Anderson University hosted more than a hundred middle and high school students and 20 staff members for Worldview Academy July 2-7.
This is the first time that Anderson University has hosted Worldview Academy’s weeklong camp experience where students learn from faculty from a variety of denominational backgrounds, engage in discussions on cultural topics and practice sharing their faith among people of differing worldviews. Worldview Academy hosts summer camps all across the U.S.
“We travel to different college campuses hosting camps for a week at a time, Sunday to Friday, engaging students in these tough ideas to engage the culture well,” said Camp Director Micah Jordan. “We’re not giving them all the answers of ‘here’s how to have this conversation with this type of belief system or this type of belief system,’ we’re training them to get to the root, the basis of someone’s worldview and then challenge it through the fundamentals of scripture that they’re actually learning about throughout the week.”
During the middle of the week, camp participants traveled to downtown Greenville to share their faith in public.
“That happens on Wednesdays and we notice a big change by Wednesday night because the things they’ve been hearing on Monday, Tuesday and Wednesday morning that can become head knowledge, then sink into their heart, because they’ve looked into the eyes of somebody who they can tell is truly lost and it becomes real and it becomes personal,” said Worldview Academy Ambassador Coordinator Beth Boyum. “Our hope is that through the lectures, through the small groups, through the one-on-one, through being able to sit down if they want with a faculty member and ask the hard questions over a meal that by the time they leave, they’re stronger in their faith, they are owning their faith more, and they’re more ready to go out and engage folks in their sphere of influence with the hope of Christ.”
Having watched his father, Paul Jordan, serving as a Worldview Academy faculty member, Micah Jordan has spent most of his life seeing lives impacted by the camp, which focuses on evangelism, as well as apologetics and leadership.
“I got to travel along and see the staff pour into students intentionally and really live out their faith. I saw students who were hungry for learning and for growth and it was just all around the ministry of living out your faith that I had never really seen before, so I was a ‘professing believer’ as a kid as far back as I can remember,” he said.
After graduating from college, Jordan started out working as a packaging engineer, but he felt his heart was always oriented towards ministry, so he came into Worldview Academy full time as a camp director and content coordinator.
“I get to wear a lot of hats now, but I get to use some of those strengths and some of my familiarity with Worldview since I grew up here; that challenged my faith and it challenged my heart,” Jordan said. “That difference it’s made in so many people’s lives is why I’m willing to sacrifice to go and do this, and that’s the most encouraging thing that I can do over the summer, is to see those lives changed and see students and see staff engaged in these ideas because it’s so important to today’s culture.”
“The week has been fantastic. We’ve been warmly welcomed by Anderson, even down to the details of the welcome signs and people helping us get settled in,” Boyum said.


§ WHAT THE EXERCISE ASKS
Repeat the entries below exactly, pictures excluded.

§ SOURCE INFORMATION
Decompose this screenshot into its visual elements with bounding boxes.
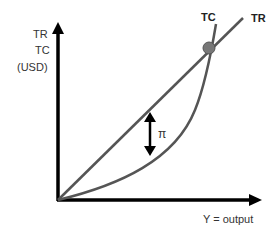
y-axis-label-unit: (USD) <box>17 61 48 73</box>
tc-curve <box>58 24 216 200</box>
y-axis-label-tr: TR <box>33 28 48 40</box>
tr-line-label: TR <box>251 12 266 24</box>
x-axis-arrow-icon <box>249 194 262 206</box>
x-axis-label: Y = output <box>203 213 253 225</box>
profit-arrow-down-icon <box>144 146 156 156</box>
y-axis-arrow-icon <box>52 22 64 34</box>
tc-curve-label: TC <box>201 11 216 23</box>
break-even-marker <box>203 42 215 54</box>
profit-label: π <box>158 127 166 141</box>
y-axis-label-tc: TC <box>35 44 50 56</box>
tr-line <box>58 18 243 200</box>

§ REPLY TO THE TASK
Decompose this screenshot into its visual elements with bounding boxes.
y-axis-label-unit: (USD) <box>17 61 48 73</box>
tc-curve <box>58 24 216 200</box>
y-axis-label-tr: TR <box>33 28 48 40</box>
tr-line-label: TR <box>251 12 266 24</box>
x-axis-arrow-icon <box>249 194 262 206</box>
x-axis-label: Y = output <box>203 213 253 225</box>
profit-arrow-down-icon <box>144 146 156 156</box>
y-axis-arrow-icon <box>52 22 64 34</box>
tc-curve-label: TC <box>201 11 216 23</box>
break-even-marker <box>203 42 215 54</box>
profit-label: π <box>158 127 166 141</box>
y-axis-label-tc: TC <box>35 44 50 56</box>
tr-line <box>58 18 243 200</box>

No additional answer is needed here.